The locals resented us breezing into this small town, using the place and just leaving. There was some princess behaviour too. A female Channel 7 journalist refused to use the public loo and instead used the crew’s Winnebago, which had no running water. She took a dump in the camper and immediately blocked the on-board toilet. Beaconsfield was also the unveiling of Bill Shorten, who was then the national secretary of the Australian Workers Union. I can tell you that the exposure he got was at least as much to do with having to fill minutes and pages as it was his innate charisma.

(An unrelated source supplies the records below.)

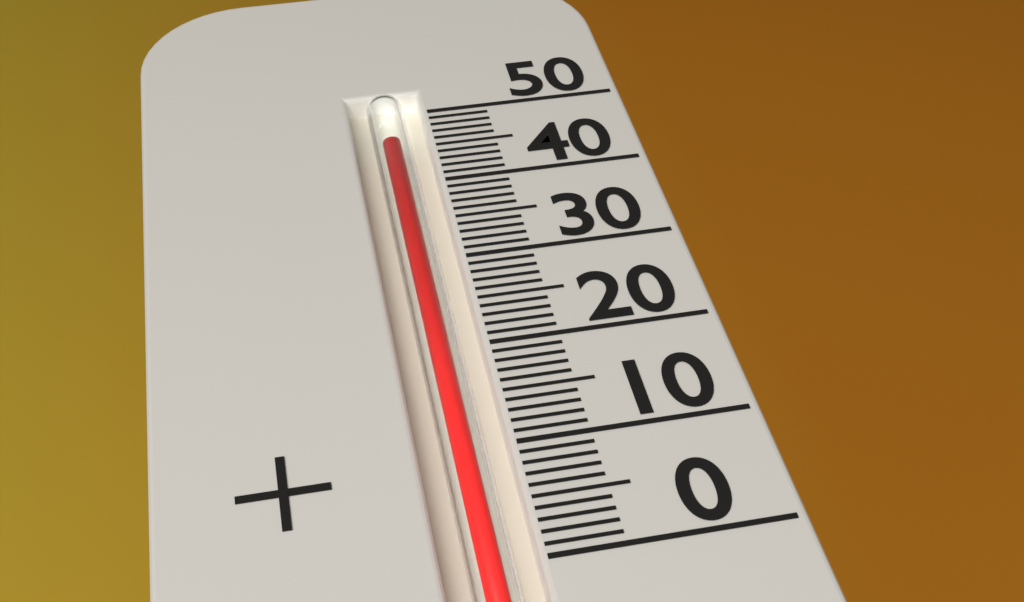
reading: 46 (no unit)
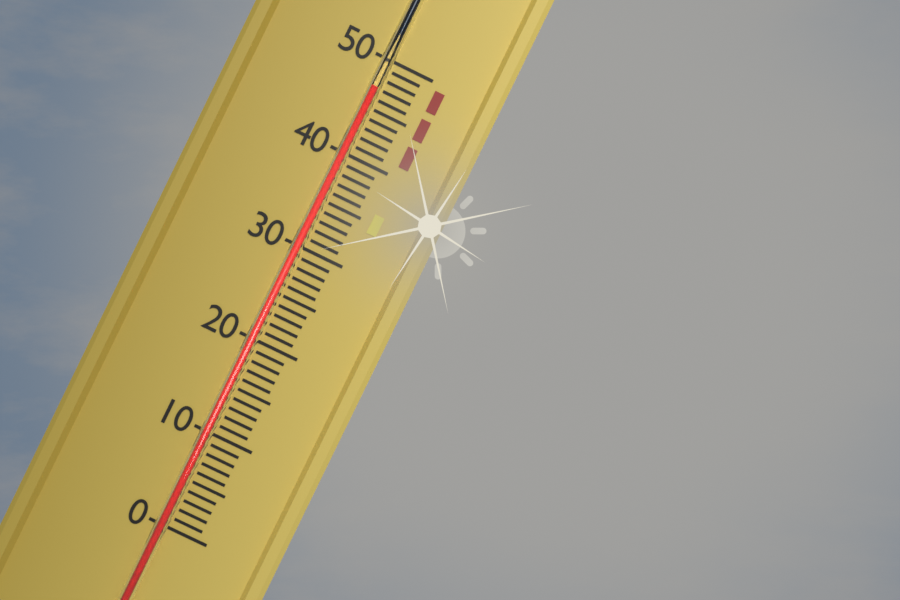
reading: 47 (no unit)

Sadly, there was a second death at Beaconsfield. Richard Carlton, from 60 Minutes, was standing beside me in the park across the road from the mine one afternoon. We were at a media briefing of the type that we had to cover, but which wasn’t worth much, when Carlton just keeled over. What do you do in these situations? Drop your camera? Try to save him? I can tell you that no one put down their cameras; we all got our shots before we tried to help Richard.
Having been gazumped on the ladders I went back to old-fashioned wheeling and dealing, managing to negotiate access to the miners when they were brought to the surface. A wire photographer would take the shot, to make pool pictures that we could all use. I ordered a cherry-picker from a hire company and the News Corp photography contingent managed to get it positioned and operating for the miners’ release. Southie still gives me shit about that bloody cherry- picker!
But my generosity – expected in the photographer community, by the way – wasn’t matched by the TV people. As the ambulance loaded up Brant Webb and Todd Russell to take them to the hospital, Channel 7’s David Koch leaped in the back with them and was promptly thrown out. And because of that, they shut down the media access: no more photographs at Beaconsfield.
***
I’m a very lucky photographer beca
use I get to pursue the parts of my profession that I find the most interesting. But in 2006 the powers that be at Holt Street decided I could take more responsibility.
The year actually got off to a flier, travelling with News Corp defence writer Ian McPhedran into Tarin Kowt, where we were hosted by 3 RAR. It was only a short trip, but Macca and I hit it off and formed what would be a formidable team in the future for both journalism and books. Macca has become one of my closest and trusted mates and is now writing books, having recently retired from the industry. But when I got back from Afghanistan, the spectre of ‘management’ raised its head and a long discussion started between Andrew Darby and myself. The discussion went through most of 2006 and hinged on whether I was prepared to go to Canberra and head up the News Ltd photographer’s bureau at Australian Parliament House. The chief photographer for News at parliament, John Feder, was moving to Sydney, and they wanted someone to go down there and shake the place up a bit. Darbs wanted me to be his man in Canberra.